El-Sayed fires back at CNN over ‘defund the police’ past

Michigan Democratic Senate candidate Abdul El-Sayed fired back at CNN last night over the network’s focus on his past “defund the police” rhetoric, arguing that the media outlet was trying to “fixate” on a single phrase rather than engage with his actual policy positions.

During an appearance on CNN’s “Inside Politics” on July 12, El-Sayed was confronted by host Manu Raju about resurfaced audio from 2020 in which he explicitly called for defunding the police. “I believe that we do need to defund the police insofar as defunding the police is disinvesting in the means of incarcerating or killing them on the streets,” El-Sayed said in a 2020 radio interview, according to CNN’s KFile investigation published July 7.

When Raju pressed him on the comments, El-Sayed responded: “You fixate on the word ‘defund,’ but what I’m talking about is war material that we made too much of during the war in Iraq.” He argued that his position was about redirecting resources from military-grade equipment given to police departments toward social services, mental health, and education.

El-Sayed has faced mounting scrutiny over his 2020 statements as he runs as the Democratic front-runner ahead of Michigan’s August 4 primary. CNN’s KFile review documented that in 2020 and 2021, El-Sayed repeatedly endorsed the substance of the defund movement in interviews, speeches, and social media posts—not just uttering the phrase but supporting the principle of reinvesting police funds into public health, education, and anti-poverty programs.

Earlier this month, when pressed by CNN’s Kasie Hunt on whether he still supported defunding police, El-Sayed did not directly answer. Instead, he said he deleted the old tweets to prevent them from being taken “out of context.” “I deleted all the tweets because I didn’t want them to be taken out of context like this so that you could distract from the actual conversation that Michiganders really want to have,” he said, according to Fox News reporting.

CNN documented that El-Sayed deleted thousands of old social media posts. One June 2020 tweet stated: “Most major US cities spend WAY TOO MUCH on police departments to police poverty & WAY TOO LITTLE on public schools, health departments, recreation departments, & housing to eliminate poverty. Fixing that is what the #Defund movement is about.” Another post read: “The police have become standing armies we deploy against our own people.”

El-Sayed’s campaign has said his perspective “has become more nuanced.” Campaign spokesperson Roxie Richner told CNN that El-Sayed now believes in improving law enforcement recruitment, retention, and retirement funding, while also rejecting militarized policing and supporting community violence intervention and behavioral health responses.

The defund movement remained deeply unpopular even when El-Sayed was advocating for it. A 2021 Axios/Ipsos poll found that just 27% of respondents supported “defund the police,” with 70% opposed. In a battleground state like Michigan—which Trump carried in 2024—the issue poses a political liability for Democrats in the general election.

Sources

  • Fox News — El-Sayed’s July 12 CNN interview and his response about the “fixate” comment, his deleted tweets, and his claim that he “funded the system.”
  • CNN KFile — July 7 investigation documenting El-Sayed’s 2020 radio interviews and explicit statements supporting defunding police, his deleted tweets from June 2020, and his campaign’s statement about his “nuanced” perspective.
  • Mediaite — Reporting on El-Sayed’s repeated calls to defund police in 2020 interviews despite recent denials.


__Problem to work on__.
Transcribe exactly the entries from the "Output a JSON" line to the end, both included, minus pictures.

__Data__.
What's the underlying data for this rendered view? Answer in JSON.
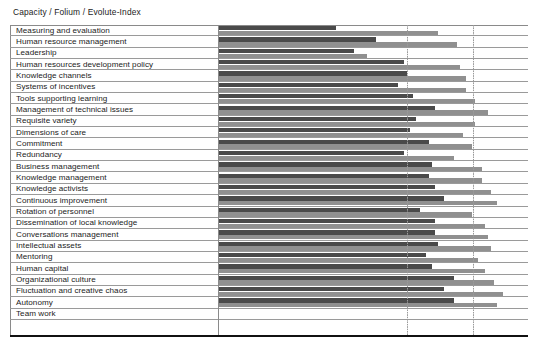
{
  "chart_title": "Capacity / Folium / Evolute-Index",
  "axis": {
    "category_axis_label": "",
    "value_axis_label": "",
    "gridline_count": 2
  },
  "legend": {
    "series_names": [
      "Capacity",
      "Folium"
    ],
    "visible": false
  },
  "colors": {
    "capacity_bar": "#4a4a4a",
    "folium_bar": "#909090",
    "rule": "#9a9a9a",
    "frame": "#8a8a8a",
    "bottom_rule": "#111111",
    "background": "#ffffff",
    "text": "#1b1b1b"
  },
  "chart_data": {
    "type": "bar",
    "title": "Capacity / Folium / Evolute-Index",
    "xlabel": "",
    "ylabel": "",
    "orientation": "horizontal",
    "grid": true,
    "legend_position": "none",
    "xlim": [
      0,
      100
    ],
    "gridline_values": [
      60,
      80
    ],
    "categories": [
      "Measuring and evaluation",
      "Human resource management",
      "Leadership",
      "Human resources development policy",
      "Knowledge channels",
      "Systems of incentives",
      "Tools supporting learning",
      "Management of technical issues",
      "Requisite variety",
      "Dimensions of care",
      "Commitment",
      "Redundancy",
      "Business management",
      "Knowledge management",
      "Knowledge activists",
      "Continuous improvement",
      "Rotation of personnel",
      "Dissemination of local knowledge",
      "Conversations management",
      "Intellectual assets",
      "Mentoring",
      "Human capital",
      "Organizational culture",
      "Fluctuation and creative chaos",
      "Autonomy",
      "Team work"
    ],
    "series": [
      {
        "name": "Capacity",
        "values": [
          38,
          51,
          44,
          60,
          61,
          58,
          63,
          70,
          64,
          62,
          68,
          60,
          69,
          68,
          70,
          73,
          65,
          70,
          70,
          71,
          67,
          69,
          76,
          73,
          76,
          null
        ]
      },
      {
        "name": "Folium",
        "values": [
          71,
          77,
          48,
          78,
          80,
          80,
          83,
          87,
          83,
          79,
          82,
          76,
          85,
          85,
          88,
          90,
          82,
          86,
          87,
          88,
          84,
          86,
          89,
          92,
          90,
          null
        ]
      }
    ]
  },
  "rows": [
    {
      "label": "Measuring and evaluation",
      "capacity": 38,
      "folium": 71
    },
    {
      "label": "Human resource management",
      "capacity": 51,
      "folium": 77
    },
    {
      "label": "Leadership",
      "capacity": 44,
      "folium": 48
    },
    {
      "label": "Human resources development policy",
      "capacity": 60,
      "folium": 78
    },
    {
      "label": "Knowledge channels",
      "capacity": 61,
      "folium": 80
    },
    {
      "label": "Systems of incentives",
      "capacity": 58,
      "folium": 80
    },
    {
      "label": "Tools supporting learning",
      "capacity": 63,
      "folium": 83
    },
    {
      "label": "Management of technical issues",
      "capacity": 70,
      "folium": 87
    },
    {
      "label": "Requisite variety",
      "capacity": 64,
      "folium": 83
    },
    {
      "label": "Dimensions of care",
      "capacity": 62,
      "folium": 79
    },
    {
      "label": "Commitment",
      "capacity": 68,
      "folium": 82
    },
    {
      "label": "Redundancy",
      "capacity": 60,
      "folium": 76
    },
    {
      "label": "Business management",
      "capacity": 69,
      "folium": 85
    },
    {
      "label": "Knowledge management",
      "capacity": 68,
      "folium": 85
    },
    {
      "label": "Knowledge activists",
      "capacity": 70,
      "folium": 88
    },
    {
      "label": "Continuous improvement",
      "capacity": 73,
      "folium": 90
    },
    {
      "label": "Rotation of personnel",
      "capacity": 65,
      "folium": 82
    },
    {
      "label": "Dissemination of local knowledge",
      "capacity": 70,
      "folium": 86
    },
    {
      "label": "Conversations management",
      "capacity": 70,
      "folium": 87
    },
    {
      "label": "Intellectual assets",
      "capacity": 71,
      "folium": 88
    },
    {
      "label": "Mentoring",
      "capacity": 67,
      "folium": 84
    },
    {
      "label": "Human capital",
      "capacity": 69,
      "folium": 86
    },
    {
      "label": "Organizational culture",
      "capacity": 76,
      "folium": 89
    },
    {
      "label": "Fluctuation and creative chaos",
      "capacity": 73,
      "folium": 92
    },
    {
      "label": "Autonomy",
      "capacity": 76,
      "folium": 90
    },
    {
      "label": "Team work",
      "capacity": null,
      "folium": null
    }
  ]
}
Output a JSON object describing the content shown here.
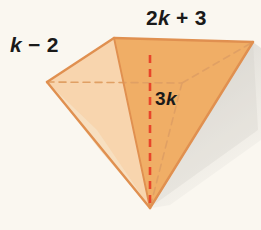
{
  "figure": {
    "name": "rectangular-pyramid",
    "background_color": "#faf7f0",
    "labels": {
      "top_edge": "2k + 3",
      "left_edge": "k − 2",
      "height": "3k"
    },
    "colors": {
      "face_right": "#f0ae66",
      "face_top_left": "#f5c893",
      "face_front_center": "#f8d5ae",
      "face_bottom_left": "#f7dfc0",
      "outline": "#e09050",
      "outline_dark": "#d87f3c",
      "hidden_edge": "#e0a064",
      "altitude": "#e8452a",
      "shadow": "#cfcdc8",
      "text": "#1a1a1a"
    },
    "vertices": {
      "base_top_left": [
        114,
        38
      ],
      "base_top_right": [
        253,
        42
      ],
      "base_left": [
        47,
        82
      ],
      "base_back_hidden": [
        182,
        83
      ],
      "apex": [
        150,
        208
      ]
    }
  }
}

__Response for this exercise__.
Output a JSON object describing the content shown here.
{
  "figure": {
    "name": "rectangular-pyramid",
    "background_color": "#faf7f0",
    "labels": {
      "top_edge": "2k + 3",
      "left_edge": "k − 2",
      "height": "3k"
    },
    "colors": {
      "face_right": "#f0ae66",
      "face_top_left": "#f5c893",
      "face_front_center": "#f8d5ae",
      "face_bottom_left": "#f7dfc0",
      "outline": "#e09050",
      "outline_dark": "#d87f3c",
      "hidden_edge": "#e0a064",
      "altitude": "#e8452a",
      "shadow": "#cfcdc8",
      "text": "#1a1a1a"
    },
    "vertices": {
      "base_top_left": [
        114,
        38
      ],
      "base_top_right": [
        253,
        42
      ],
      "base_left": [
        47,
        82
      ],
      "base_back_hidden": [
        182,
        83
      ],
      "apex": [
        150,
        208
      ]
    }
  }
}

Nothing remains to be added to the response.